Monday, November 7, 2011

Bali

Bali
It’s not difficult settling into a place like Bali. We rented motorbikes and explored the land. Makai loves the motorbike, riding up front with her paws on the handlebars. The locals can be creative in how they pack the little motorbikes. We witnessed 5 person families to the casual mobile kitchen. On one occasion we looked like locals sporting two people, surfboards, and backpacks with a dog on the handlebars. It worked fine until Makai apparently had enough. She hit the key to “Stop” with her paw, leaving us immobile on a busy highway.
About 90 minutes north of the anchorage is an area known as Ubud. It is an artist’s dream destination: laid back lifestyle with a variety of talented painters and sculptors. The main attraction is a sacred monkey sanctuary, where the Bandar-log leapt from trees to temples and climb onto visitors who trade the local currency: bananas.
Bali has more than just great surfing. The nightlife is crazy. Sky Garden, the main club, has fire dancing performances and multiple floors of bars and dancing. The down under equivalent to Cancun or Cabo San Lucas, drunken Australians inundate the streets and beaches of Kuta attempting to forget the better part of a short lived vacation.
Bribes in Indonesia are commonplace, especially with the police. During the two months I was stopped 4 times for virtually no reason and paid a ‘ticket’ anywhere from $1.50 to $10.00. Sometimes you have to know when to just pay the “fee” and stop negotiations. I was a couple days late in applying for a visa extension (an illegal immigrant). Accustom to flexible Island life, they were half-way through processing my deportation before I submitted by paying the $100 late fee.
A few days before our departure, a 6.0 earthquake rattled the city of Denpasar damaging several buildings. I talked to a couple locals about the earthquake. Even the elderly said that they have never felt anything like it. According to all our neighbor sailors we have missed the window to cross the Indian Ocean. No wind and Cyclone season is approaching. Just in time for our passage to Coco’s Keeling. Pray for wind.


■ Exercise requirements:
Filter the material, keeping only lines with the word "Israel".
= = = = =
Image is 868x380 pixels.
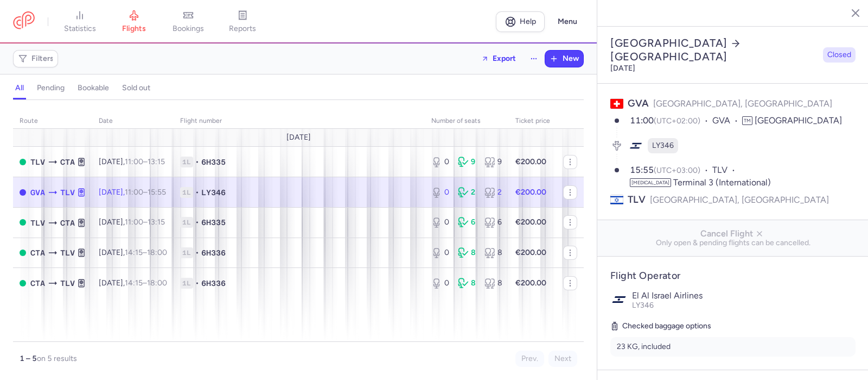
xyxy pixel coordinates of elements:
[125,278,143,287] time: 14:15
[630,115,654,126] time: 11:00
[520,17,537,26] span: Help
[712,164,739,177] span: TLV
[125,187,144,196] time: 11:00
[628,138,643,154] figure: LY airline logo
[673,177,771,187] span: Terminal 3 (International)
[125,278,167,287] span: –
[147,187,166,196] time: 15:55
[652,140,674,151] span: LY346
[628,97,649,109] span: GVA
[92,113,174,129] th: date
[628,193,646,206] span: TLV
[546,50,583,67] button: New
[195,248,199,258] span: •
[431,248,449,258] div: 0
[516,351,544,366] button: Prev.
[60,156,75,168] span: CTA
[516,187,546,196] strong: €200.00
[552,11,584,32] button: Menu
[485,217,503,228] div: 6
[516,248,546,257] strong: €200.00
[229,24,256,34] span: reports
[654,166,700,175] span: (UTC+03:00)
[431,217,449,228] div: 0
[161,10,216,34] a: bookings
[632,300,654,310] span: LY346
[496,11,545,32] a: Help
[742,117,753,125] span: TM
[425,113,509,129] th: number of seats
[195,217,199,228] span: •
[458,187,476,198] div: 2
[30,277,45,289] span: CTA
[53,10,107,34] a: statistics
[606,229,860,239] span: Cancel Flight
[431,157,449,167] div: 0
[201,157,225,167] span: 6H335
[485,157,503,167] div: 9
[474,50,523,68] button: Export
[195,157,199,167] span: •
[632,290,856,300] p: El Al Israel Airlines
[610,337,856,357] li: 23 KG, included
[125,248,143,257] time: 14:15
[174,113,425,129] th: Flight number
[201,278,225,288] span: 6H336
[458,248,476,258] div: 8
[653,99,833,108] span: [GEOGRAPHIC_DATA], [GEOGRAPHIC_DATA]
[516,217,546,226] strong: €200.00
[485,187,503,198] div: 2
[122,83,150,93] h4: sold out
[195,278,199,288] span: •
[431,187,449,198] div: 0
[60,277,75,289] span: TLV
[125,217,165,226] span: –
[125,187,166,196] span: –
[610,320,856,333] h5: Checked baggage options
[201,187,225,198] span: LY346
[14,50,58,67] button: Filters
[180,157,193,167] span: 1L
[606,239,860,248] span: Only open & pending flights can be cancelled.
[98,187,166,196] span: [DATE],
[13,113,92,129] th: route
[98,278,167,287] span: [DATE],
[98,217,165,226] span: [DATE],
[195,187,199,198] span: •
[20,354,37,363] strong: 1 – 5
[147,248,167,257] time: 18:00
[755,115,842,126] span: [GEOGRAPHIC_DATA]
[610,269,856,282] h4: Flight Operator
[216,10,270,34] a: reports
[610,290,628,308] img: El Al Israel Airlines logo
[563,54,579,63] span: New
[180,248,193,258] span: 1L
[147,278,167,287] time: 18:00
[201,248,225,258] span: 6H336
[15,83,24,93] h4: all
[549,351,577,366] button: Next
[827,50,851,60] span: Closed
[64,24,96,34] span: statistics
[30,187,45,199] span: GVA
[30,156,45,168] span: TLV
[509,113,557,129] th: Ticket price
[98,248,167,257] span: [DATE],
[107,10,161,34] a: flights
[98,157,165,166] span: [DATE],
[630,178,671,187] span: [MEDICAL_DATA]
[125,157,165,166] span: –
[122,24,146,34] span: flights
[516,278,546,287] strong: €200.00
[13,11,35,32] a: CitizenPlane red outlined logo
[630,165,654,175] time: 15:55
[60,187,75,199] span: TLV
[180,217,193,228] span: 1L
[458,217,476,228] div: 6
[180,187,193,198] span: 1L
[431,278,449,288] div: 0
[30,247,45,259] span: CTA
[147,157,165,166] time: 13:15
[125,157,144,166] time: 11:00
[173,24,204,34] span: bookings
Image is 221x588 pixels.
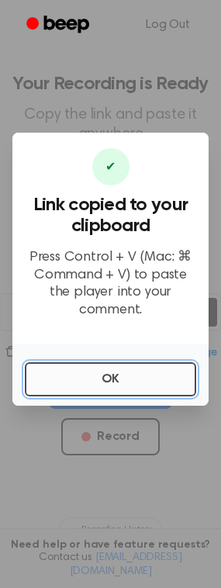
= = = = =
■ Your solution:
[632,290,856,300] p: El Al Israel Airlines
[610,290,628,308] img: El Al Israel Airlines logo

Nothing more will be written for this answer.